The response to the four points raised earlier are insufficient – one short dismissive paragraph on each one is not enough. We have raised complex issues, for example the new thread on testing but no response from your group has been forthcoming. It’s been radio silence whenever we have asked for research backing up the textbook, etc. Please make a clear statement as to whether thematic units should be the sole accepted organizer for a curriculum, as is stated in the ACTFL 21st Century Skills World Languages Map.
I seek clarification on this statement:
…language learning is complex….
I don’t think it is. And even if it is, shouldn’t it be our jobs to simplify it? In my opinion it is a very simple process that has been made complex in our nation’s classrooms. A baby is born, hears the language a ton, for years, then starts reading it, and after hearing and reading it for years she automatically starts speaking and writing it, because of what has been planted below the awareness of the conscious mind for all those years. It’s like planting a seed. It takes time for the seeds (language spoken to students so that they can understand) to sprout and we can’t rush or mechanize that process.
If you are right and language learning really is complex, then why is the process completely and effortlessly handled on a daily basis by the giant language acquisition machine that is the unconscious mind? Either Dr. Krashen is correct on that point or not. All his work points to the pivotal role of the unconscious mind in directing the process of acquiring a language. And yet most teachers keep the process in the conscious mind in their classes, explaining, flipping around between L1 and L2 like a pinball, preventing the unconscious mind from even getting involved. Which is true?

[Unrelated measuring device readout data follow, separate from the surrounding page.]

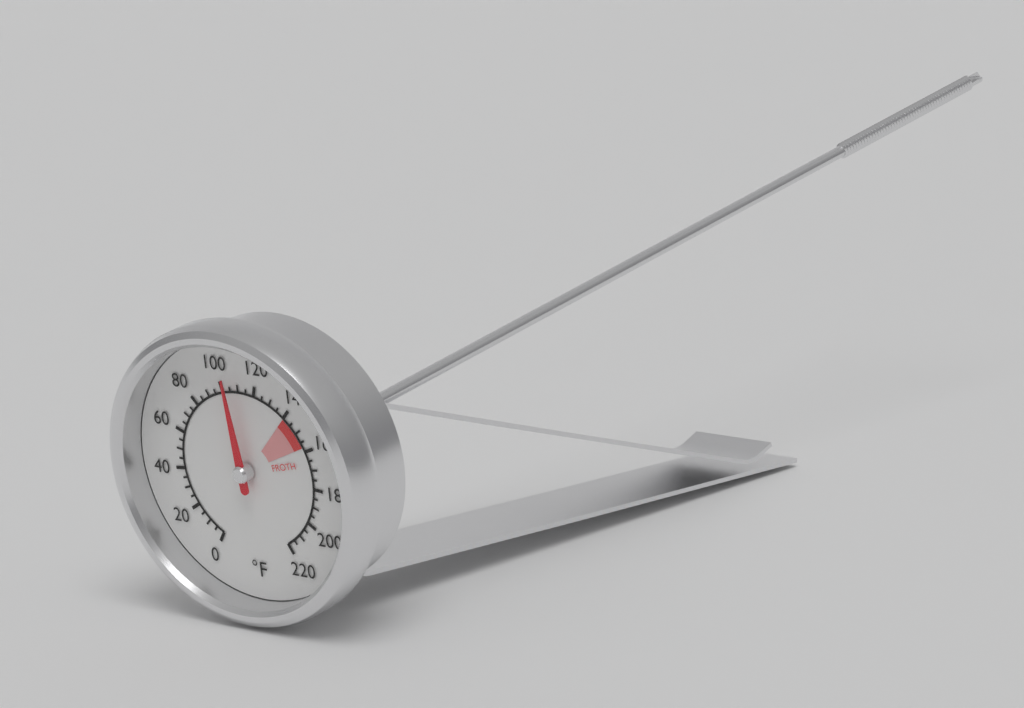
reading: 105 °F
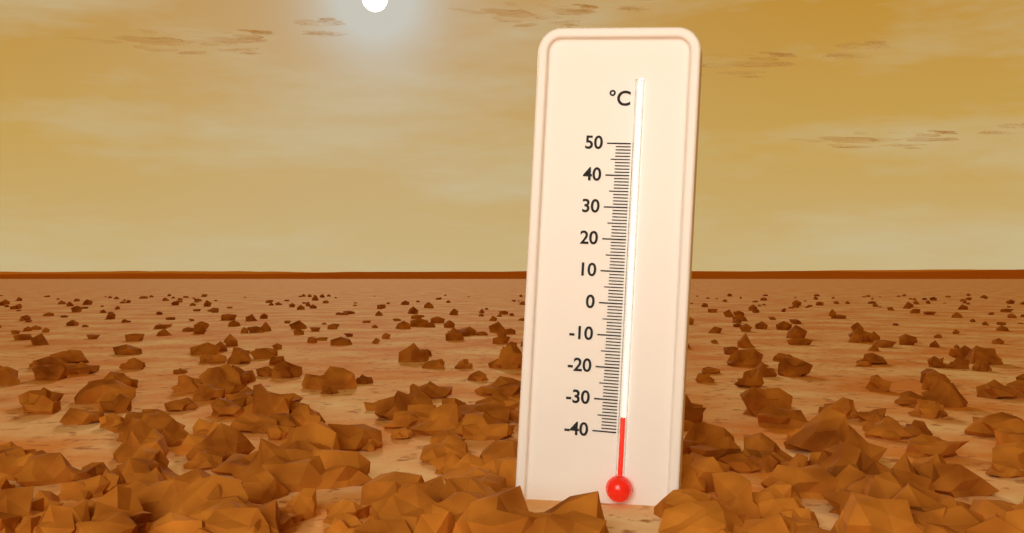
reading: -35 °C
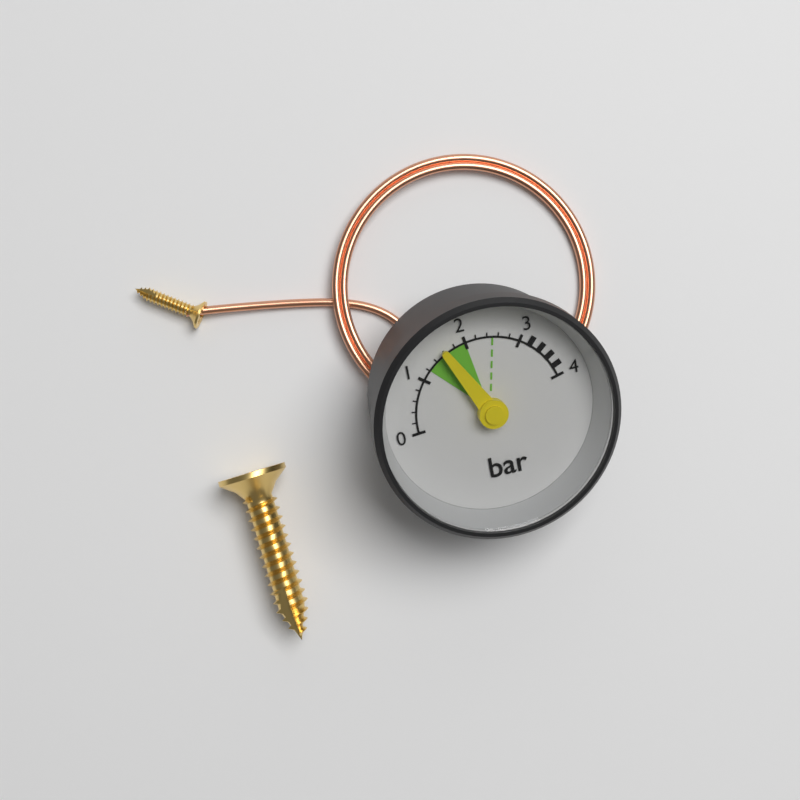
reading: 1.6 bar
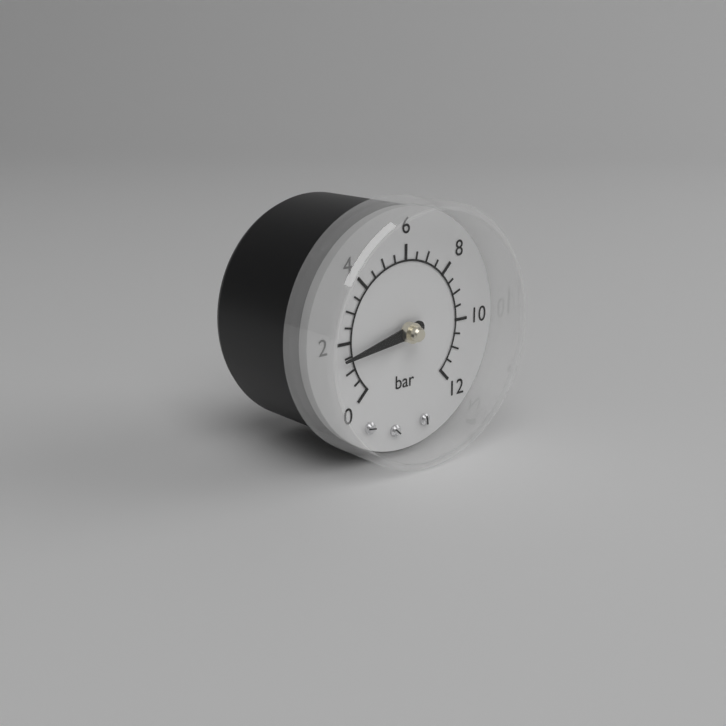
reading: 1.5 bar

Is language learning a complex process involving the left brain and constant analysis, as it has been made to be, or is it an effortless unconscious right brain process language? This in my view is the key question we all must answer for ourselves. Each teacher must make the decision as to which of those two faculties of their students’ minds they wish to address in their teaching, but they can’t have it both ways.
Teachers can keep stay in the left brain analytical part of the brain and continue to get the same terrible results, where most students drop out of their programs thinking that they can’t learn a language, or they can at least look with an open mind to the idea that they have been teaching to a part of the brain that is not responsible for language acquisition these years. Teaching has been made so complex in our nation’s classrooms that kids aren’t learning it.